Originally Posted By: PT1
The Fiat deal has been approved at all levels except the Hedge funds who wanted a larger percentage than all other participants. This chap 11 will allow the deal to be completed and rid them of the hedge fund guys stoopid demands. Then Chrysler will come back with the same deal as before...minus some bondholders & Wall St. fund managers. The US Govt will give them $4billion to make it through the Chap 11 proceedings and $4 bil once they emerge. This will be very interesting of the bondholders & hedge fund guys don't sue. But I doubt they can if Chrysler is in Chap11. Then the bondholders will get what the Judge gives them and have no recourse to hold anyone hostage.
Chrysler better not ever try to go back to the bond market to get more capital, because no one in his right mind will ever loan them a cent again.
Bankruptcy laws, for the last couple centuries, have established a hierarchy of which creditors get paid first. Obama turned this hierarchy upside down.
Chrysler is not the only company that will be hurt. All interest rates on corporate bonds will climb higher than they would otherwise be. The financial advisors who help people planning for retirement and those already retired will strongly recommend that they stay away from corporate bonds. Pension funds and high-grade mutual funds will stay away.
Imagine, if you will, the best-managed and most stable company in the world. Let's just pick Proctor & Gamble, for instance... been around for a century, always makes a profit, always pays its debts. Even companies like P&G will have to pay much higher rates if they go to the bond markets for capital, thanks to Barack Obama.
One other impact -- even more companies will cancel any expansion plans they might have in the US, and will instead direct these investments to their overseas subsidiaries. They will be able to borrow at lower cost, and they will not have to pay the higher taxes and meet the stiffer regulatory burdens being imposed by Obama. So the Chrysler bankruptcy scheme will encourage job creation in other countries at the expense of jobs in the US.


Activity:
Leaving out every picture, copy the lines of the material below exactly, from the line containing "get the bounding box for human leg." through the line containing "Zero in on <b>human face</b>.".

Task input:
-- -- --

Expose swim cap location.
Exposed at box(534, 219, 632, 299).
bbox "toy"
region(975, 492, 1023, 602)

-- -- --

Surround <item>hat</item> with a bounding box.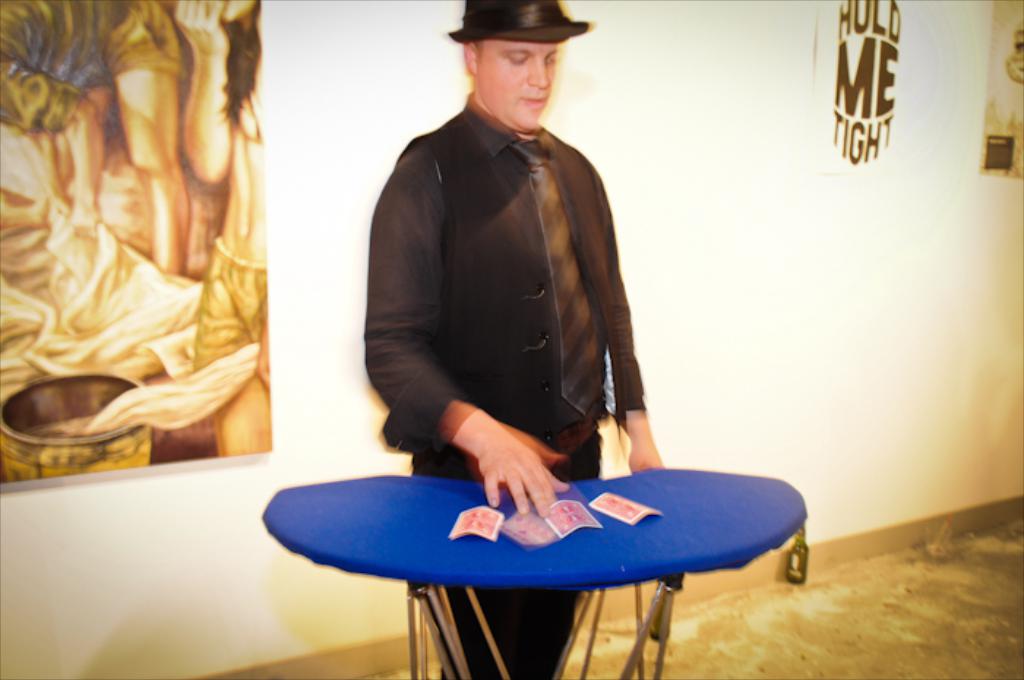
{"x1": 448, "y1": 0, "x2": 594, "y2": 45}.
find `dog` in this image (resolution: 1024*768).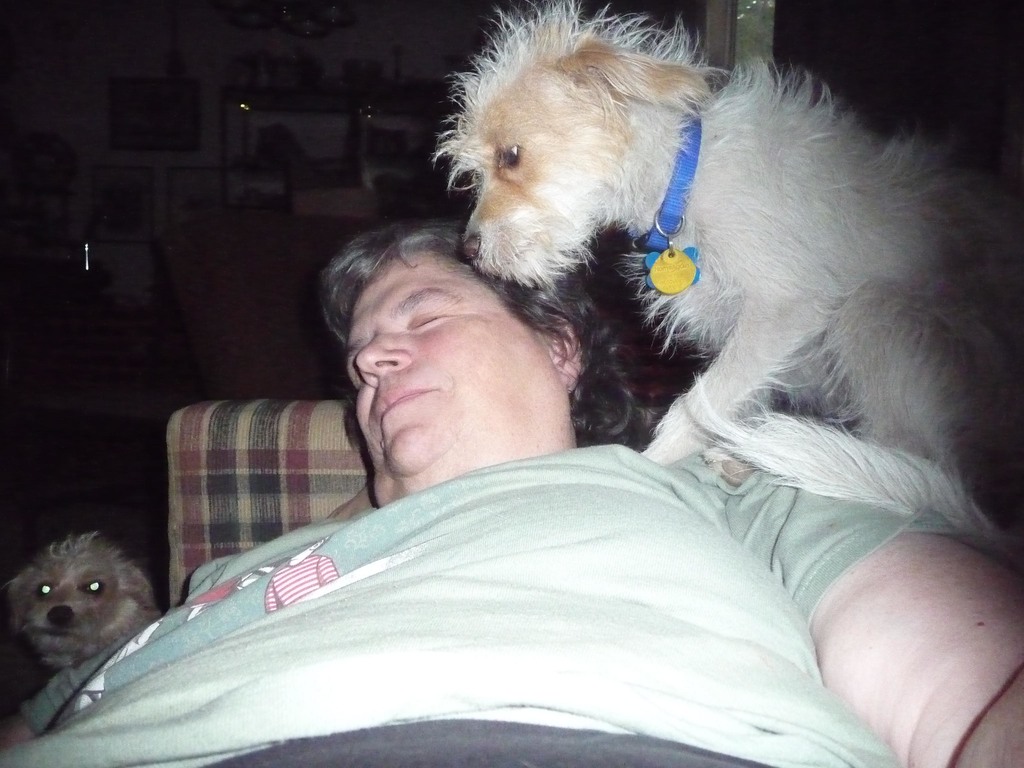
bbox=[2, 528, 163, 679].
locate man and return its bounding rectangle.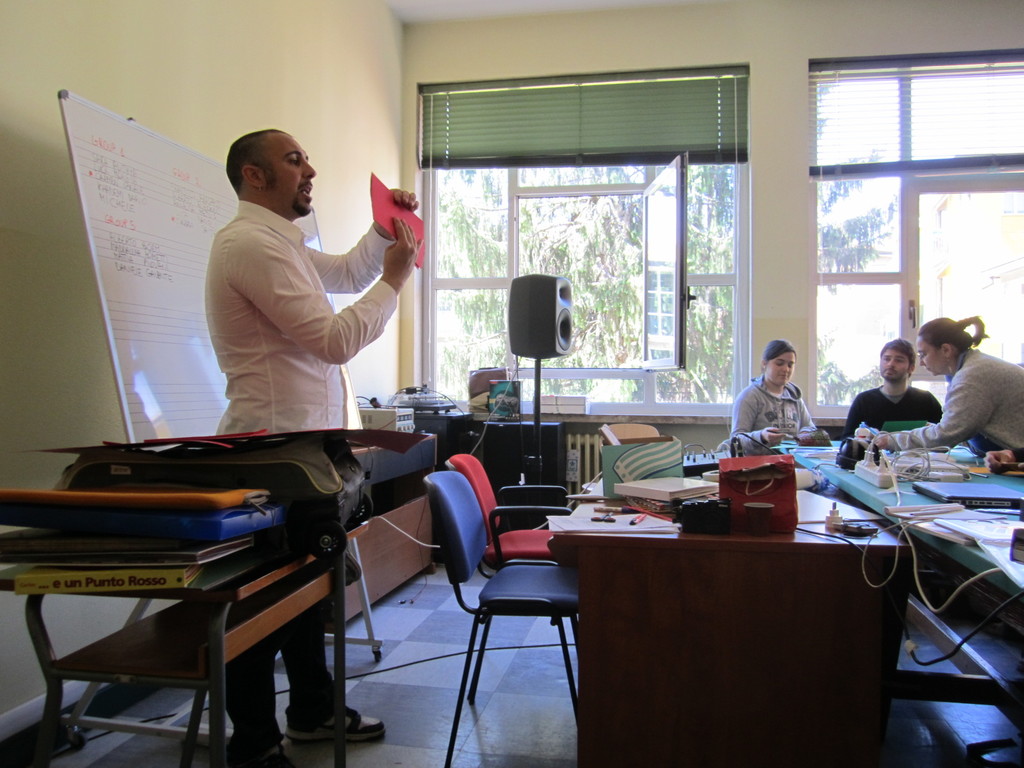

-- -- --

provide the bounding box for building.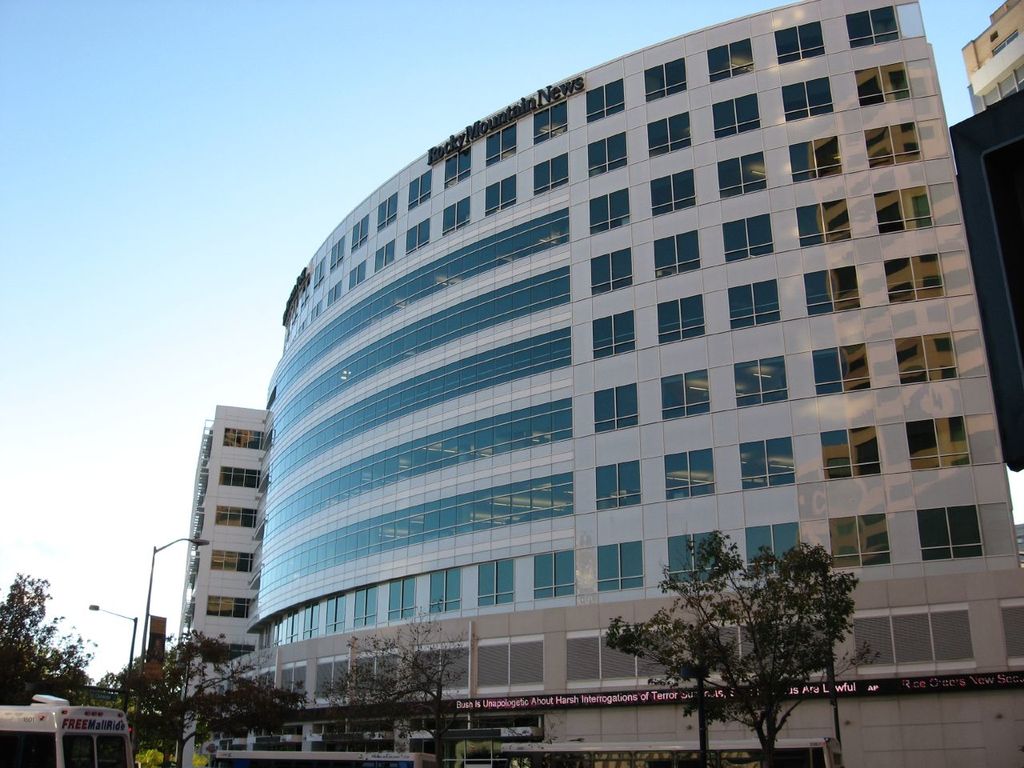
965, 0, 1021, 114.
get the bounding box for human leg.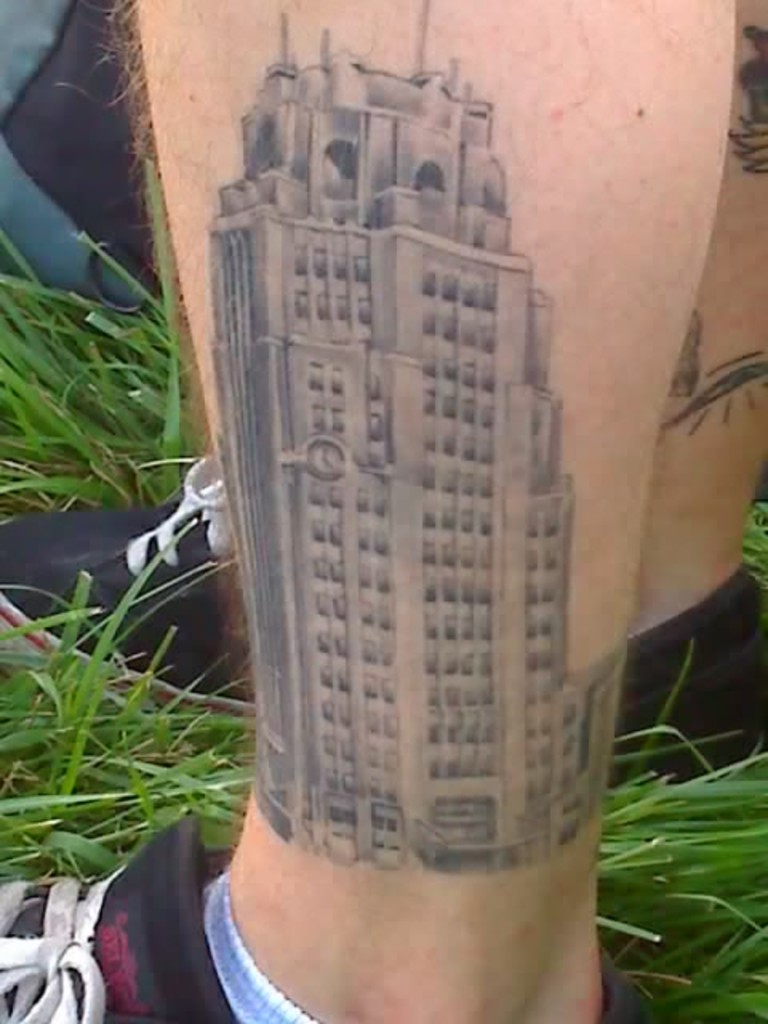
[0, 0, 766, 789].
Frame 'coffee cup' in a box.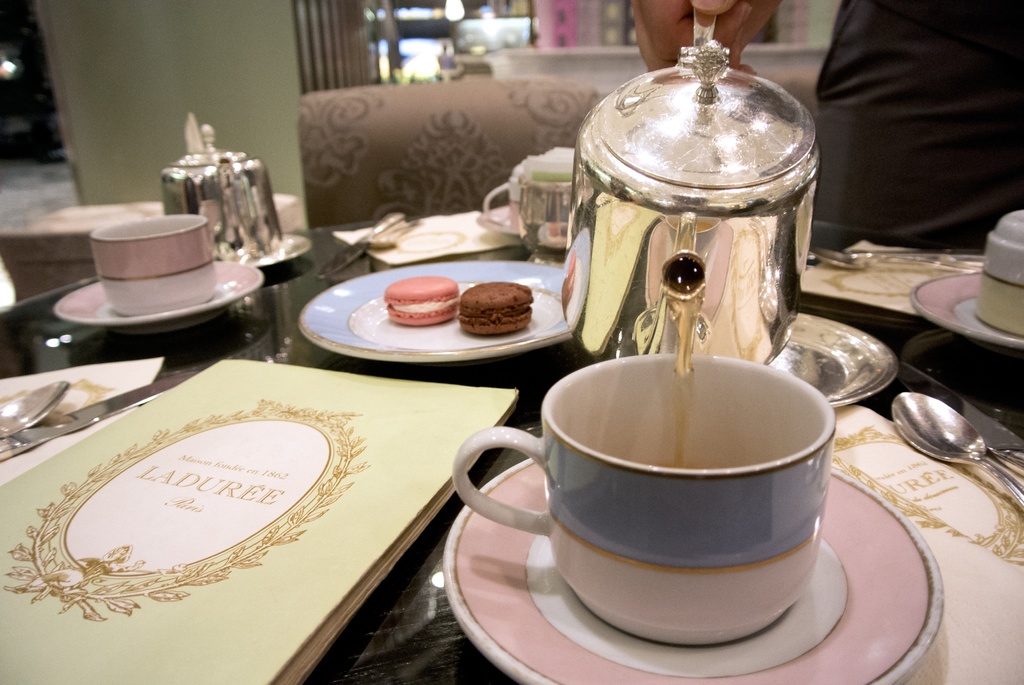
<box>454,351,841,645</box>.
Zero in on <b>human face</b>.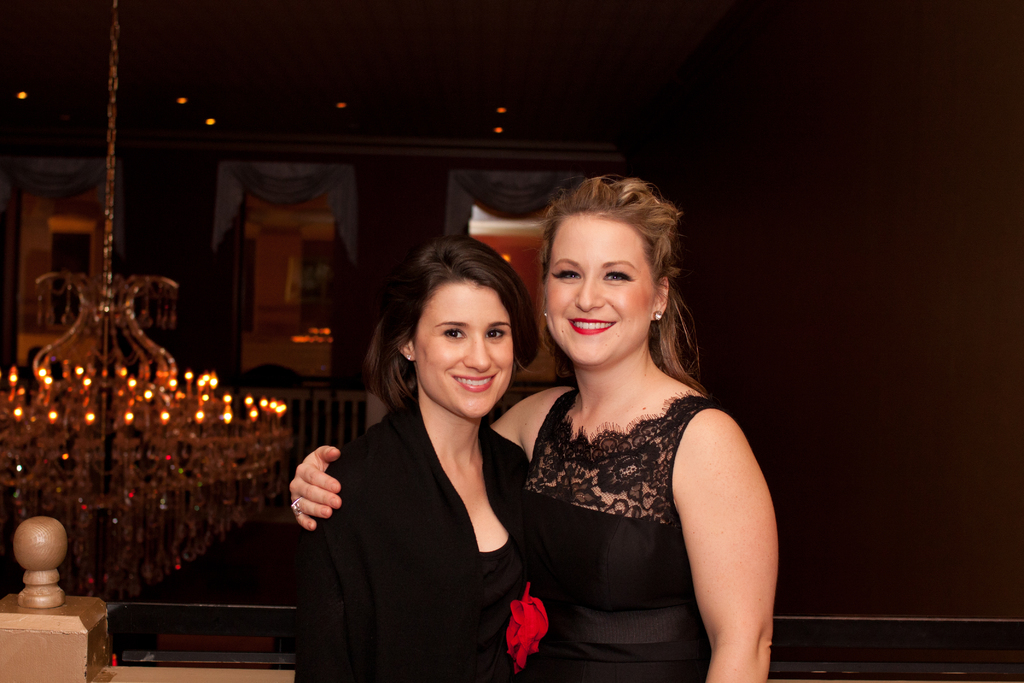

-- -- --

Written solution:
get the bounding box for human leg.
[0, 0, 766, 789].
Frame 'coffee cup' in a box.
<box>454,351,841,645</box>.
Zero in on <b>human face</b>.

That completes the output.